7:: Resurrection – $113.3 million

In mainland China, Painted Skin: The Resurrection scored the highest grossing opening for a local film and the third highest opening following the 3-D re-release of Titanic (1997) and Transformers: Dark of the Moon. With total box office gross of $115.07 million, the film became the highest grossing domestic film in China beating the previous record holder Let the Bullets Fly.

6:CZ 12 – $141 million
With this film, Chan earned two Guinness World Records: “Most Stunts Performed by a Living Actor” and “Most Credits in One Movie”. The film to date has grossed over US $138,000,000 at the Chinese box-office and possibly more. A major fight scene of the action movie cost ¥70 million (or more than US$10 million).

titanic

5:Titanic 3D – $152.4 million
The film grossed an estimated $4.7 million on the first day of its re-release in North America (including midnight preview showings) and went on to make $17.3 million over the weekend, finishing in third place. China has proven to be its most successful territory where it earned $11.6 million on its opening day going on to earn a record-breaking $67 million in its opening week and taking more money in the process than it did in the entirety of its original theatrical run. The reissue ultimately earned $343.4 million worldwide, with $145 million coming from China and $57.8 million from Canada and United States.

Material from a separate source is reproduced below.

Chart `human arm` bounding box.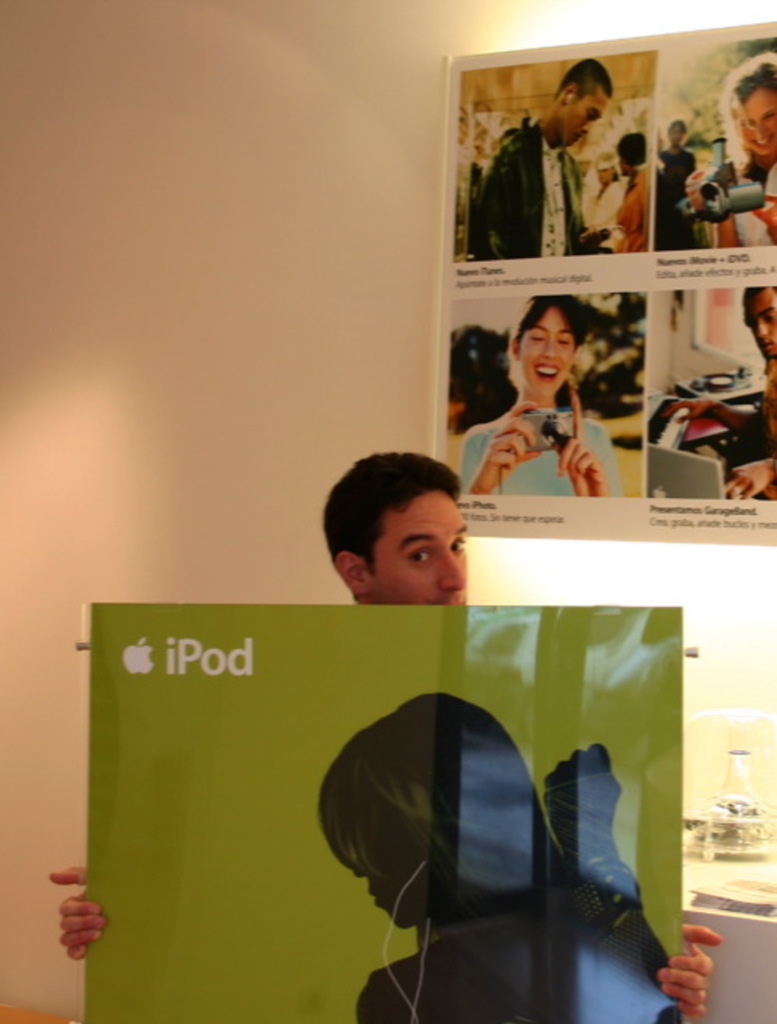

4:: Conquering the Demons – $166.8 million
The film set several records at the Chinese box-office. The film was released on February 10, 2013 in China and opened to 78 million Yuan ($12.5 million) on its first day, thus took over the 70 million yuan ($11.2 million) opening-day record set by Painted Skin: The Resurrection on June 28, 2012 as the biggest opening-day gross for a Chinese film.

Transformers

3:Transformers: Dark of the Moon – $173.6 million
Transformers: Dark of the Moon grossed $352,390,543 in North America, and $771,356,453 in other territories, for a worldwide total of $1,123,746,996. Worldwide, it is the fifth highest-grossing film, the second highest-grossing 2011 film, the highest-grossing film of the Transformers series, the highest-grossing film by Paramount/Dreamworks and the highest grossing third film in a franchise. It is also the tenth film in cinematic history to earn more than $1 billion, and the fourth-fastest film to achieve this. Its worldwide opening weekend ($382.4 million) is the fourth-largest ever and the largest for Paramount/Dreamworks.

"Lost in

2: – $202.1 million
Variety wrote that the film is “lightweight entertainment” and “is no masterpiece, but has proven a refreshing antidote to the year-end glut of blockbusters” and it is “unexpectedly well honed for a debut feature.” The film premiered on December 12, 2012. On January 1, 2013, the film crossed over the 1 billion yuan mark, the first Chinese film to do so. It had previously beat James Cameron's 3D re-issue of Titanic which grossed RMB975 million and previous Chinese record holder Painted Skin: The Resurrection which had grossed RMB727 million.

ava

1:Avatar – $221.9 million
Avatar released internationally in more than 14,000 screens. Avatar earned $3,537,000 from midnight screenings domestically (United States and Canada), with the initial 3D release limited to 2,200 screens. Avatar crossed the $1 billion mark on the 19th day of its international release, making it the first film to reach this mark in only 19 days (a record now matched by both Harry Potter and the Deathly Hallows – Part 2 in 2011 and The Avengers in 2012). On January 31, it became the first film to earn over $2 billion worldwide and it became the first film to gross over $700 million in North America, on February 27, after 72 days of release.

Source:Chinesefilms.cn – wikipedia

About the author

kingofkungfu

Hi my name is Justyn Hughes, I have been involved or watched martial art kung fu movies most my life. I started muay thai when i was around 4-5 years old for ten years. I became a fan of kung fu flicks after watching prodigal Son in the mid 90's and that blew me away. Some of my favorite stars are: Jackie Chan, Sammo Hung, Yuen Biao, lam Ching Ying, Lau Kar Leung, Ti Lung, David Chiang, Chen Kuan Tai and many more.